About 15 years ago, the owners of Norwell Lighting decided to revamp their company and started ILEX Architectural Lighting. They approached me at the ICFF with the desire to buy the rights to my then super popular Popsicle Pendant line made from post-consumer acrylic that I recycled. Not wanting to give up my staple line, I convinced them to let me design a related series for them from glass, using a component approach in which I gave them a few basic parts that could be combined in a number of ways to create a variety of lamps. This economy of components proved quite successful and I have been designing for them ever since. By understanding what a company is capable of and using their strong points, the design process becomes a bit of a collaboration instead of the idea of designer forcing a vision on the manufacturer for better or worse.

I think that after a few years of “as long as it’s made by hand, it’s fine” is starting to shift to valuing a more refined sensibility that still incorporates the hand of the maker (the good ones). Agree/disagree? What are you seeing? What’s next?

Over the 30 years that I have been actively focused on studying the decorative arts, I have observed a roller coaster worth of changing tastes and ways of discussing craft and design.

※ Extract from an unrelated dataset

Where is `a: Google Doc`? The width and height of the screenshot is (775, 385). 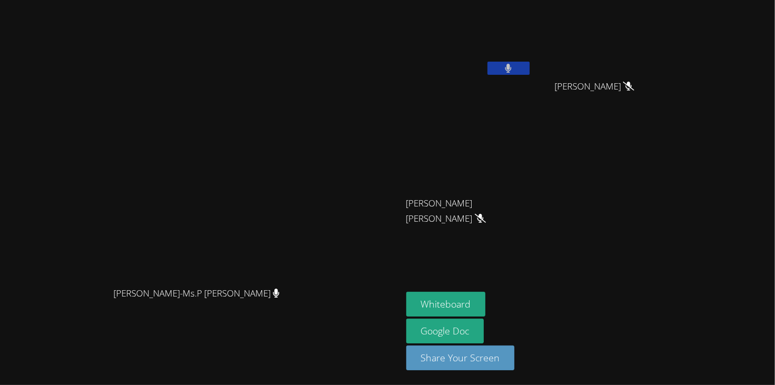 a: Google Doc is located at coordinates (445, 331).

The intersection between art and design played a strong role in my development back in the mid-80’s to early 90’s with the exciting Art Furniture scene in NYC, LA, France, and London. That pretty much died down in the mid 90s and then was resurrected in the early 2000s with the Design/Art movement championed by events like Design/Miami and Collective in NYC. Craft and design intersect often but various factions within those communities don’t always play nicely together. The hardcore old school craft is all about the maker’s hand and the honor of material and the nature of the work. This is all fine and good when considering “craftsmanship” alone, but Design with a capitol D is often neglected in this realm as witnessed in some of the chunky and awkward work that is presented.

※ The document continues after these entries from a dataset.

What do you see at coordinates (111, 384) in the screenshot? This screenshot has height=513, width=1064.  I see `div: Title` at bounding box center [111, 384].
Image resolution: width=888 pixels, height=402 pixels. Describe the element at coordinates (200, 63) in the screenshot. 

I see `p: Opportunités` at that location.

Then, of course, there is the controversy of the Museum of American Craft changing its name to the Museum of Arts and Design. This mainly pissed off the old school craft contingent while reeling in many from the design world. There is no reason that these factions can’t co-exist and in fact it appears that the new director Glen Adamson is doing a fantastic job of bringing the big picture of the decorative arts together. Handmade, machined, CNC and even organic forming methods are all ways to explore design and none should necessiraliy be discounted from a museum focused on the made object. Craft does happen in the virtual when designing for 3d printing in very much the same way that a jeweler or welder or ceramic artist will create a form, it is simply another way of exploring ideas.

I read this great phrase the other day: “Edison bulb exhaustion.” That was just so perfect in capturing that “look” that’s been having more than a moment.

I have seen so damn many slabs of old growth lumber simply plopped on top of a base with little or no thought of design, often just a careless nod to a historic precedent at best and outright plagiarism and laziness on the worst end. In response to this trend, I developed my LiveEdge series which takes its cue from George Nakashima in a very playful way. Aluminum or steel bases referencing pick up sticks, or roots or even plays on Nakashima’s bases along with plywood table tops with cartoon woodgrain laminate and a free hand jigsaw or CNC cut to mimic the idea of live edge lumber complete with perfectly round “knot holes” to make a very faux bois statement about the lack of meaning in most of the slab furniture on the market today. Of course, there are exceptions to this—Roy McMakin and Tyler Hayes have been creating some extremely lovely and thoughtful slab furniture for years, incorporating modern ideas like pixelation within the pieces which elevate the work to thoughtful high end design/art.